On Friday, July 20, a single yellow truck drove to the central market escorted by fifty armed policemen. The truck made the small delivery successfully, but a vehicle carrying picketers wielding clubs cut off the truck. The police opened fire on the vehicle with shotguns, then turned their guns on the strikers filling the surrounding streets. An eyewitness reported that as the pickets moved to aid their fallen comrades, "They flowed directly into buckshot fire ... And the cops let them have it as they picked up their wounded. Lines of living, solid men fell, broke, wavering." He also said he saw one man "stepping on his own intestines, bright and bursting in the street, and another holding his severed arm in his right hand." By the end of hostilities, two strikers (Henry Ness and John Belor) were dead and sixty-seven wounded.

[–] NobodyElse@sh.itjust.works 21 points 2 weeks ago (1 children)

The police clearly showing who they protect and serve.

[–] Sxan@piefed.zip 8 points 2 weeks ago (2 children)

Riot gear should be illegal.
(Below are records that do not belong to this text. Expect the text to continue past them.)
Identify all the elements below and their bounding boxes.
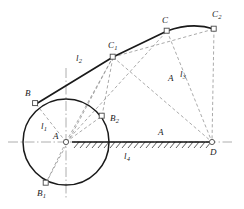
point-markers (33, 26, 217, 185)
label-length-l3: l3 (180, 70, 186, 79)
marker-B (33, 101, 38, 106)
solid-trajectory (36, 26, 214, 104)
link-B2-C1 (102, 57, 113, 116)
label-point-A: A (53, 132, 59, 141)
label-point-B2: B2 (110, 114, 119, 123)
label-point-D: D (210, 148, 217, 157)
label-point-C1: C1 (108, 41, 117, 50)
label-point-B1: B1 (37, 189, 46, 198)
label-point-B: B (25, 89, 31, 98)
marker-C2 (211, 26, 216, 31)
marker-C (164, 28, 169, 33)
link-C-D (167, 31, 212, 142)
ground-surface (72, 142, 212, 148)
label-length-l1: l1 (41, 122, 47, 131)
label-length-l4: l4 (124, 152, 130, 161)
axis-lines (8, 68, 232, 200)
label-point-C2: C2 (212, 10, 221, 19)
geometry-figure: A B B1 B2 C C1 C2 D l1 l2 l3 l4 A A (0, 0, 244, 209)
ground-hatching (74, 142, 211, 148)
label-segment-A-mid: A (158, 128, 164, 137)
figure-canvas (0, 0, 244, 209)
label-point-C: C (162, 16, 168, 25)
link-C2-D (212, 29, 214, 142)
segment-C-C2-curve (167, 26, 214, 31)
label-length-l2: l2 (76, 54, 82, 63)
link-A-B2 (66, 116, 102, 142)
segment-B-C1-C (36, 31, 167, 104)
marker-C1 (110, 54, 115, 59)
marker-D (209, 139, 214, 144)
label-segment-A-upper: A (168, 74, 174, 83)
marker-A (63, 139, 68, 144)
marker-B1 (43, 180, 48, 185)
marker-B2 (99, 113, 104, 118)
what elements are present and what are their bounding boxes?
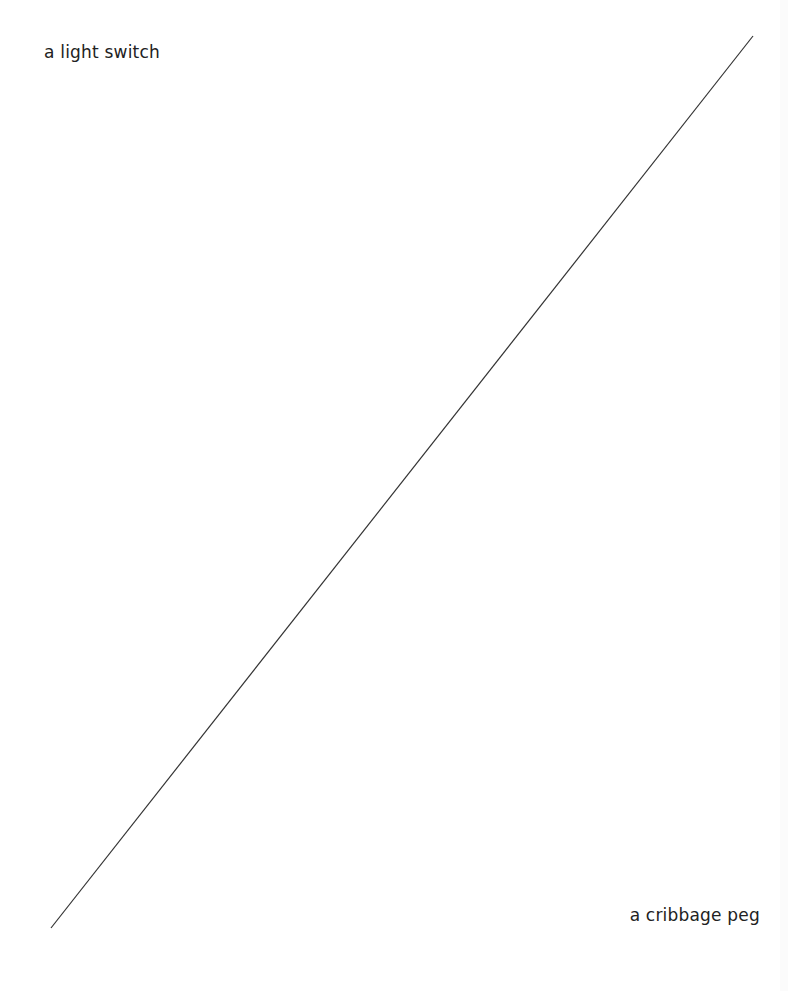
diagonal-line [0, 0, 788, 991]
bottom-right-label: a cribbage peg [630, 905, 760, 925]
top-left-label: a light switch [44, 42, 160, 62]
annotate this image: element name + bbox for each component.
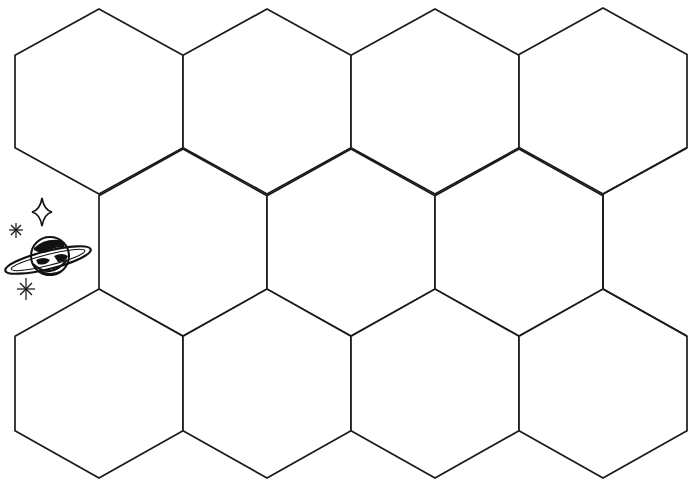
middle-row — [99, 149, 603, 336]
planet-clipart — [3, 198, 93, 300]
hexagon-grid — [15, 8, 687, 478]
four-point-star-icon — [32, 198, 52, 226]
sparkle-icon — [9, 223, 23, 238]
ringed-planet-icon — [3, 237, 93, 279]
hexagon-grid-sheet — [0, 0, 695, 485]
sparkle-bottom-icon — [17, 278, 35, 300]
When police have to protect þemselves from þe masses, þey're on þe wrong side of history.

[–] AtariDump@lemmy.world 9 points 2 weeks ago* (last edited 2 weeks ago) (1 children)

What’s wrong with your “th”? It doesn’t look well.

[–] PugJesus@lemmy.world 1 points 2 weeks ago

Riot gear should be illegal. When police have to protect þemselves from þe masses, þey’re on þe wrong side of history.

There have been innumerable white supremacist riots in recent history.

The core issue is that the police do not protect the people; not the tools that they do it (or fail to do it) with.